On the difficulties in transforming the facility, Meltzer says: “Data centers are also horizontal in nature, and at one point we were the tallest data center building on the planet - we possibly still are. We had to basically build vertically, and that meant craning in generators, and chillers. It was crazy.”
Now operational, the data center operates efficiently at a PUE of 1.3 to 1.35, and has an affordable high-tension service agreement with power company Con Ed for power delivered at 13,200V, which is then stepped down 480V.
When the local climate is cool enough, the site can use free air cooling. On the connectivity side, customers have a choice of 17 carriers - more than the average data center, and a perk of being located in a major metropolis. With the work now done, Sabey counts the City of New York agencies among its office customers, though only the Department of Sanitation for its data center services.
“One of my frustrations is that we thought the city would be great data center tenants,” Meltzer says. “The city of New York has 150-170 different agencies, and a big budget - the whole city has a budget of something like $100 billion.
“But we have just one data center client from the city, which is the Department of Sanitation. The reason for that is that during the winter months when there are snow storms, they need a very secure and reliable backup data center.”
When it comes to security, the data center benefits from being within the perimeter of the New York City Police Department, which means, as Meltzer puts it, it has around $50 million worth of security watching the building.
Overall, Meltzer calculates that the data center is currently 92 percent leased. But Sabey is hungry to find new customers, particularly from the financial services sector.
“The stock exchange itself is kind of like a symbol. All the trading actually happens in New Jersey,” he says. “The good news for us is that the major hedge funds and some of the financial institutions still are in NYC and want to be close to their servers. So we have seen success in that vertical.”
Of course, those hedge funds and financial institutions are predictably secretive with details about their data center footprint, so no specific companies were named. Meltzer is also hopeful that the artificial intelligence boom will benefit Sabey and its customers.
In terms of density, 375 Pearl Street can currently accommodate up to around 20 or 23kW per rack, but the facility is exploring ways to expand this. For one of its customers, Sabey is currently testing the feasibility of using liquid cooling in the facility.
“One of our clients already has a pilot for liquid cooling running in our building," he says, "and we are looking at potentially taking one of our floors and making it a mix air-cooled and liquid-cooled data center floor.”

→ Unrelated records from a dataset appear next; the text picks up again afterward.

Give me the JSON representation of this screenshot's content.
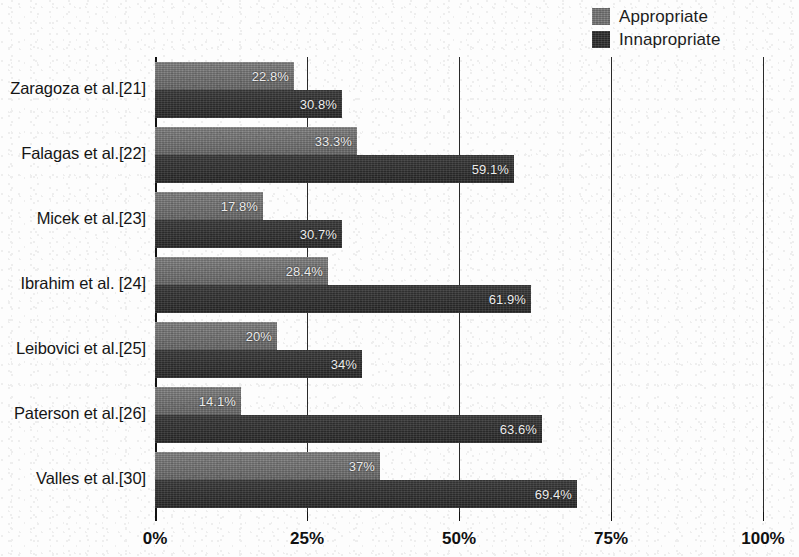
{
  "chart_data": {
    "type": "bar",
    "orientation": "horizontal",
    "title": "",
    "subtitle": "",
    "xlabel": "",
    "ylabel": "",
    "xlim": [
      0,
      100
    ],
    "xticks": [
      "0%",
      "25%",
      "50%",
      "75%",
      "100%"
    ],
    "xtick_values": [
      0,
      25,
      50,
      75,
      100
    ],
    "grid": "vertical-gridlines-only",
    "legend_position": "top-right",
    "categories": [
      "Zaragoza et al.[21]",
      "Falagas et al.[22]",
      "Micek et al.[23]",
      "Ibrahim et al. [24]",
      "Leibovici et al.[25]",
      "Paterson et al.[26]",
      "Valles et al.[30]"
    ],
    "series": [
      {
        "name": "Appropriate",
        "color": "#767676",
        "values": [
          22.8,
          33.3,
          17.8,
          28.4,
          20,
          14.1,
          37
        ],
        "labels": [
          "22.8%",
          "33.3%",
          "17.8%",
          "28.4%",
          "20%",
          "14.1%",
          "37%"
        ]
      },
      {
        "name": "Innapropriate",
        "color": "#272727",
        "values": [
          30.8,
          59.1,
          30.7,
          61.9,
          34,
          63.6,
          69.4
        ],
        "labels": [
          "30.8%",
          "59.1%",
          "30.7%",
          "61.9%",
          "34%",
          "63.6%",
          "69.4%"
        ]
      }
    ]
  },
  "legend": {
    "items": [
      {
        "label": "Appropriate",
        "swatch": "appropriate"
      },
      {
        "label": "Innapropriate",
        "swatch": "innapropriate"
      }
    ]
  },
  "axis": {
    "x_tick_labels": [
      "0%",
      "25%",
      "50%",
      "75%",
      "100%"
    ]
  }
}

Meltzer believes the building's infrastructure floors, which "are currently really dedicated to our equipment" might lend themselves to liquid cooling.
He explains: "The second floor, third floor, and the 11th floor could all make my thesis of us being an AI hub more interesting.
“For example, an investment banking firm could have their AI right at 375 Pearl Street and have almost zero latency right to their headquarters.”
Meltzer is confident Sabey is on track to see a return on its considerable investment in the tower. “We are on the right path for the building, and it will generate income,” he says. “Were we to ever sell the building, we would probably get a very nice return because you probably couldn’t do this building today with all the zoning, and the fuel and everything. It's very unique.”
Whatever the future holds, 375 Pearl Street will remain an important fixture on the New York skyline, and those who dislike the building’s aesthetics will likely continue to grumble.
Perhaps they should heed the words of Viñoly who, before his death, spoke at length to Metropolis about the importance of function over form. “I’m very interested in unglamorousness!” he said. “People don’t understand how important this kind of thing is.”